Facebook (FB) has consistently said it doesn’t expect its high-profile investments to develop into sustainable businesses immediately. Mark Zuckerberg, the company’s chief executive, gave a pretty high threshold for how developed a product has to be before it has to start carrying its own weight in Menlo Park.
“For us, products don’t get that interesting to turn into businesses until we get about a billion people using them,” he told investors during Facebook’s quarterly conference call on Tuesday, casually discounting pretty much every tech service that has ever existed.
In other words, expect patience from Facebook as it looks at ways to make money from WhatsApp, Instagram, and Oculus Rift, as well as the social network’s own messaging and search products. In filings Tuesday, Facebook gave some information about the finances of WhatsApp, a messaging service it acquired for $22 billion earlier this year. WhatsApp’s income comes entirely from small fees it charges some of its users. Last year that income was $10 million, and WhatsApp lost $138 million. To justify the sticker price, Facebook laid out how it valued the company. WhatsApp’s 600 million users were worth about $2 billion; its brand was worth $448 million; and its technology was worth $288 million. Goodwill accounted for $15.3 billion.
Instagram’s user base is at about one-fifth Facebook’s threshold for business relevance. The site has been showing ads for some time, but Zuckerberg dismissed a question about how that business is doing by saying that it’s still early in Facebook’s development.
Facebook can afford to be patient because its core advertising business keeps exceeding expectations. The company reported revenue of $3.2 billion in the third quarter, up 59 percent from a year earlier, and turned a profit of $1.15 billion.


### [The problem]
Which lines make up the answer? Those from the line with "Identify the area occupied by 'tree'." through the end of the data; reproduce them exactly.

Entries taken from a collection
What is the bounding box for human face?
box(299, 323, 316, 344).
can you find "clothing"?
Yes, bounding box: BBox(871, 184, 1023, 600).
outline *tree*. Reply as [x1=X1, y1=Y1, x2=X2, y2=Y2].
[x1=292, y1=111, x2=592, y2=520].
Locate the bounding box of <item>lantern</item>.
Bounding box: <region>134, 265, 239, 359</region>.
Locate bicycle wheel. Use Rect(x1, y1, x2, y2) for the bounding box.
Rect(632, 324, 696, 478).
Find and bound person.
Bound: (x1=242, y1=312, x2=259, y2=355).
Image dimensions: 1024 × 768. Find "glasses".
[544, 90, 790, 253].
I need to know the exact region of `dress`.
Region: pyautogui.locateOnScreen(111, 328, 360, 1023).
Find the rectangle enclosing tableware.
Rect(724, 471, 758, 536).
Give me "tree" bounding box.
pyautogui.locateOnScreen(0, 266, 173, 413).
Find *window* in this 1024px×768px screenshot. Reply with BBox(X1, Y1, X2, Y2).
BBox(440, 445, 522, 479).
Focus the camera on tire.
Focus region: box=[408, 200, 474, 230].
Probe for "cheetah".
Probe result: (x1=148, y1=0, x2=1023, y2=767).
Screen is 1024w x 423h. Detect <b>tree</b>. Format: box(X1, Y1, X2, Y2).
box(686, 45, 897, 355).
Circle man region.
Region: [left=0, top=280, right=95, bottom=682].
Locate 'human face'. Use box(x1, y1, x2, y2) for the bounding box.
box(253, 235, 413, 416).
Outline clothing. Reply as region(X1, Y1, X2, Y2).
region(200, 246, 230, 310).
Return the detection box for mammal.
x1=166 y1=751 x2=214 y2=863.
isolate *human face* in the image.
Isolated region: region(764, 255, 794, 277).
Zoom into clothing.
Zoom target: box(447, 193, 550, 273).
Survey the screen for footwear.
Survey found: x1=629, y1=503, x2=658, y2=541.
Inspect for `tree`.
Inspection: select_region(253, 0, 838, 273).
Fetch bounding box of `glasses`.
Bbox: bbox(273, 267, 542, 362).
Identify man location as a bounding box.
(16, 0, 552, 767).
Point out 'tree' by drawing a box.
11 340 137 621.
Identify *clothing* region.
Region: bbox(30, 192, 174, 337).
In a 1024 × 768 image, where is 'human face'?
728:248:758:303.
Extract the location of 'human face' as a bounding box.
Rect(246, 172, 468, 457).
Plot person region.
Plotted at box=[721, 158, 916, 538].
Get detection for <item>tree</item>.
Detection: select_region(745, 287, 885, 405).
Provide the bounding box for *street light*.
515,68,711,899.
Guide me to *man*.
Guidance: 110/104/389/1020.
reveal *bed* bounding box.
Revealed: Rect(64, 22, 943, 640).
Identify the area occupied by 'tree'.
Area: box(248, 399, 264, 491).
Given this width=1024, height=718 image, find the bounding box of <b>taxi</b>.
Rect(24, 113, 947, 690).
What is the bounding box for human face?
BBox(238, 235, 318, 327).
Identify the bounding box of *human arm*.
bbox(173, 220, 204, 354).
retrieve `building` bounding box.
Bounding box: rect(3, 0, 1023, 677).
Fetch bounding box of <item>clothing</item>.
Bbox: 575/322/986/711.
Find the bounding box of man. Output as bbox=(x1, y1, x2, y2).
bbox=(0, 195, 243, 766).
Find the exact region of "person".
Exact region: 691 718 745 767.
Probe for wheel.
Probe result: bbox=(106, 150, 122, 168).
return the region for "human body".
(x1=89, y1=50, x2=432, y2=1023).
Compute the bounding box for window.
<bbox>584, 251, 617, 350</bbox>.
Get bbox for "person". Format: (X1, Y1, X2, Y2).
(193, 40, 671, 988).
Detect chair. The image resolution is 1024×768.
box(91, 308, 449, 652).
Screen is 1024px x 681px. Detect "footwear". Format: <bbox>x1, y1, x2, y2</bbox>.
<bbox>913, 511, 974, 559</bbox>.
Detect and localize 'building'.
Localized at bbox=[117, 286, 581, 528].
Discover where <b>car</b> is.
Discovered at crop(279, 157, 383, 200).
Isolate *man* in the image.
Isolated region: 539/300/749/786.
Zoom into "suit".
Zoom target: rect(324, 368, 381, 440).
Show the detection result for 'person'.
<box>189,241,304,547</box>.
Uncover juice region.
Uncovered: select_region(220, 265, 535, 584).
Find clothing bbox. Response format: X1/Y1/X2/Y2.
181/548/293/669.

### [Written solution]
Identify the area occupied by 'tree'.
Area: box(248, 399, 264, 491).
Given this width=1024, height=718 image, find the bounding box of <b>taxi</b>.
Rect(24, 113, 947, 690).
What is the bounding box for human face?
BBox(238, 235, 318, 327).
Identify the bounding box of *human arm*.
bbox(173, 220, 204, 354).
retrieve `building` bounding box.
Bounding box: rect(3, 0, 1023, 677).
Fetch bounding box of <item>clothing</item>.
Bbox: 575/322/986/711.
Find the bounding box of man. Output as bbox=(x1, y1, x2, y2).
bbox=(0, 195, 243, 766).
Find the exact region of "person".
Exact region: 691 718 745 767.
Probe for wheel.
Probe result: bbox=(106, 150, 122, 168).
return the region for "human body".
(x1=89, y1=50, x2=432, y2=1023).
Compute the bounding box for window.
<bbox>584, 251, 617, 350</bbox>.
Get bbox for "person". Format: (X1, Y1, X2, Y2).
(193, 40, 671, 988).
Detect chair. The image resolution is 1024×768.
box(91, 308, 449, 652).
Screen is 1024px x 681px. Detect "footwear". Format: <bbox>x1, y1, x2, y2</bbox>.
<bbox>913, 511, 974, 559</bbox>.
Detect and localize 'building'.
Localized at bbox=[117, 286, 581, 528].
Discover where <b>car</b> is.
Discovered at crop(279, 157, 383, 200).
Isolate *man* in the image.
Isolated region: 539/300/749/786.
Zoom into "suit".
Zoom target: rect(324, 368, 381, 440).
Show the detection result for 'person'.
<box>189,241,304,547</box>.
Uncover juice region.
Uncovered: select_region(220, 265, 535, 584).
Find clothing bbox. Response format: X1/Y1/X2/Y2.
181/548/293/669.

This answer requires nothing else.